Organizers prep for 38th annual beachcombing event set for the first weekend in March

By Clayton Franke

The Daily World

People who plan to peruse coastal beaches for weird and interesting treasures in the coming weeks are twice as likely to find Japanese glass fishing floats buried in the brush than last year.

With similar magic of the pixie who might place a pair of quarters under the pillow of a snoozing nine-year old in exchange for an uprooted molar, float fairies and float wranglers grace Grays Harbor beaches in February to hide hundreds of blue and green bubbles in the sand dunes.

Starting Friday, Feb. 16, 800 round glass floats were hidden on the North Beach. That’s twice as many as the fairies delivered last year.

The delivery is in anticipation for the first weekend in March, when the annual Beachcombers and Glass Float Expo at the Ocean Shores Convention Center will enter its 38th year.

Any glass floats found can be brought to the Ocean Shores Convention Center from Friday, March 1 through Sunday, March 3. There, beachcombers can register the glass orb and enter their name in a drawing to win a much larger float as a prize.

The massive scavenger hunt is only part of the storied event that celebrates the many aspects of beachgoing in the Pacific Northwest. The first weekend in March will feature vendors from California to Alaska with a beach bent, and people will have a chance to enter their coastal crafts into competition for dozens of judged categories.

Formerly billed the Beachcombers Fun Fair, this second year of the new event will have an emphasis on glass floats.

Beach item displays at the event have always operated under the rule that all items must be found naturally, instead of purchased.

Meanwhile, collectors can buy and sell items in the “parking lot lounge,” the nickname for the convention center lobby where people are permitted to peddle beach finds, named after the attempts of former event-goers to sell floats from their tailgates in the parking lot outside the event.

On Sunday morning the beachcombers will turn their attention from treasure to trash and run a “dash for trash.” Once participants fill bags with as much random trash as possible, judges will award a prize to the person with the piece of trash deemed most unusual.

Participants can return floats they find to the convention center until the last day of the festival on Sunday.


Lines holding the string "System" are the ones to copy; find them all in the data.

START DATA LISTING

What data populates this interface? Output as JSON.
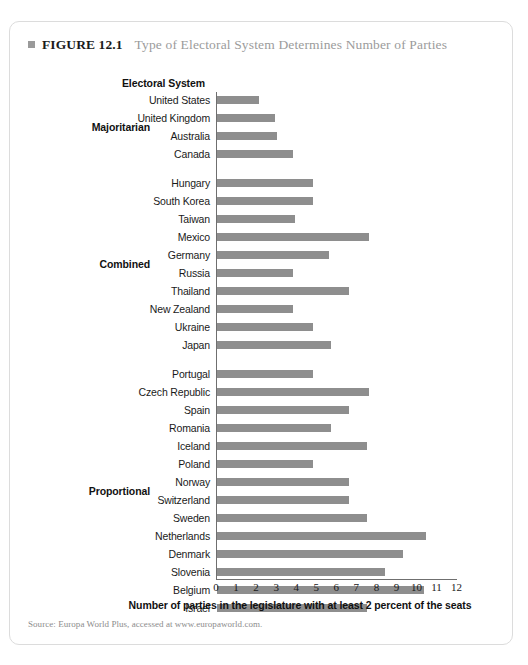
{
  "figure": {
    "bullet_icon": "square-bullet-icon",
    "label": "FIGURE 12.1",
    "title": "Type of Electoral System Determines Number of Parties",
    "source": "Source: Europa World Plus, accessed at www.europaworld.com."
  },
  "axis_heading": "Electoral System",
  "colors": {
    "bar": "#8e8e8e",
    "axis": "#6f6f6f",
    "title_gray": "#9b9b9b",
    "card_border": "#dcdcdc"
  },
  "chart_data": {
    "type": "bar",
    "orientation": "horizontal",
    "title": "Type of Electoral System Determines Number of Parties",
    "xlabel": "Number of parties in the legislature with at least 2 percent of the seats",
    "ylabel": "Electoral System",
    "xlim": [
      0,
      12
    ],
    "xticks": [
      0,
      1,
      2,
      3,
      4,
      5,
      6,
      7,
      8,
      9,
      10,
      11,
      12
    ],
    "grid": false,
    "legend": null,
    "groups": [
      {
        "name": "Majoritarian",
        "categories": [
          "United States",
          "United Kingdom",
          "Australia",
          "Canada"
        ],
        "values": [
          2.1,
          2.9,
          3.0,
          3.8
        ]
      },
      {
        "name": "Combined",
        "categories": [
          "Hungary",
          "South Korea",
          "Taiwan",
          "Mexico",
          "Germany",
          "Russia",
          "Thailand",
          "New Zealand",
          "Ukraine",
          "Japan"
        ],
        "values": [
          4.8,
          4.8,
          3.9,
          7.6,
          5.6,
          3.8,
          6.6,
          3.8,
          4.8,
          5.7
        ]
      },
      {
        "name": "Proportional",
        "categories": [
          "Portugal",
          "Czech Republic",
          "Spain",
          "Romania",
          "Iceland",
          "Poland",
          "Norway",
          "Switzerland",
          "Sweden",
          "Netherlands",
          "Denmark",
          "Slovenia",
          "Belgium",
          "Israel"
        ],
        "values": [
          4.8,
          7.6,
          6.6,
          5.7,
          7.5,
          4.8,
          6.6,
          6.6,
          7.5,
          10.4,
          9.3,
          8.4,
          10.3,
          7.5
        ]
      }
    ]
  }
}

END DATA LISTING

### RESPONSE AREA
    "title": "Type of Electoral System Determines Number of Parties",
  "axis_heading": "Electoral System",
    "title": "Type of Electoral System Determines Number of Parties",
    "ylabel": "Electoral System",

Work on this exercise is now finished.